Symantec: Patches for catastrophic security flaws in security products may take weeks
Customers will have to wait until mid-July for fundamental architectural flaws to be fixed
Security flaws across Symantec's range of security products will not be patched for weeks, the company has warned.
While certain patches have been rushed out to cover some of the "as bad as it gets" security flaws identified by Google's Project Zero, the patches to secure the fundamental architectural flaws are still some weeks away.
While the cloud-based versions of Symantec's Endpoint Protection Small Business Edition will (finally) be updated this week, customers say that users of the workstation versions will have to wait weeks. Symantec has promised updates "by mid-July" and recommended that customers apply them as a matter of urgency. But in the meantime, users of Symantec security products will be vulnerable.
Google's Project Zero publicised the catastrophic flaws it found in Symantec's Norton Antivirus products last week, after uncovering them in May and reporting them to Symantec.
"These vulnerabilities are as bad as it gets. They don't require any user interaction, they affect the default configuration, and the software runs at the highest privilege levels possible. In certain cases on Windows, vulnerable code is even loaded into the kernel, resulting in remote kernel memory corruption," warned Tavis Ormandy, in a blog posting revealing the vulnerabilities.
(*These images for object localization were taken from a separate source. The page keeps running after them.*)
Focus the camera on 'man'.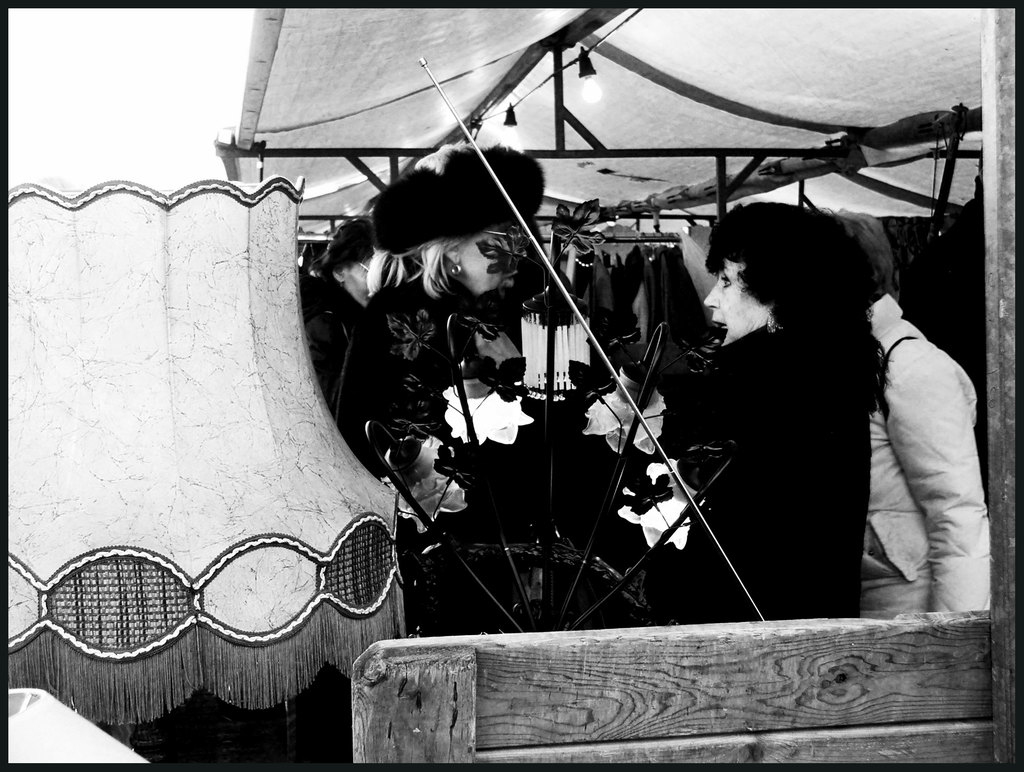
Focus region: rect(856, 216, 1003, 607).
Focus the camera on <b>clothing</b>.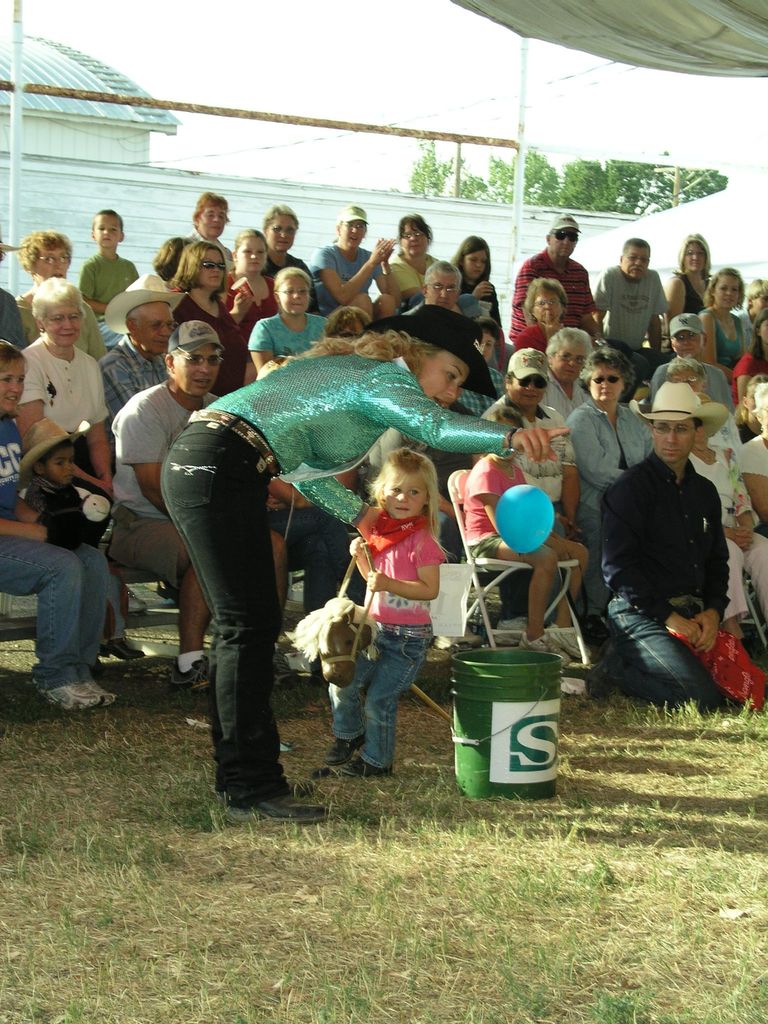
Focus region: (511,246,598,337).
Ormandy criticised Symantec for the flaws, which he suggested were the result of cutting corners. For example, antivirus software typically has dedicated unpackers to get around the problem of software "packers" that compress executables.
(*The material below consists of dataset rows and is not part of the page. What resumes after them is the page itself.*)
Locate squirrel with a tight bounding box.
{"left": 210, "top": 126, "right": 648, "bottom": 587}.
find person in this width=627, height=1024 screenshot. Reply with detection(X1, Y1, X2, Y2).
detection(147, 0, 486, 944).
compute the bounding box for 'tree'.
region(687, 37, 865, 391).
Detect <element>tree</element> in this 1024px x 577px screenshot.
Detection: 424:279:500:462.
"This causes a problem for antivirus products because it changes how executables look," he said. "Antivirus vendors solve this problem with two solutions. First, they write dedicated unpackers to reverse the operation of the most common packers, and then use emulation to handle less common and custom packers."
The problem with both these solutions, said Ormandy, is that they are hugely complicated and prone to vulnerabilities, making it "extremely challenging" to make such code safe.
"We recommend sandboxing and a security development life cycle, but vendors will often cut corners here. Because of this, unpackers and emulators continue to be a huge source of vulnerabilities," he said.
Other security companies have been whacked for cutting corners here, including Comodo, ESET, FireEye and Kaspersky, but Symantec runs its unpackers in the kernel of the operating system.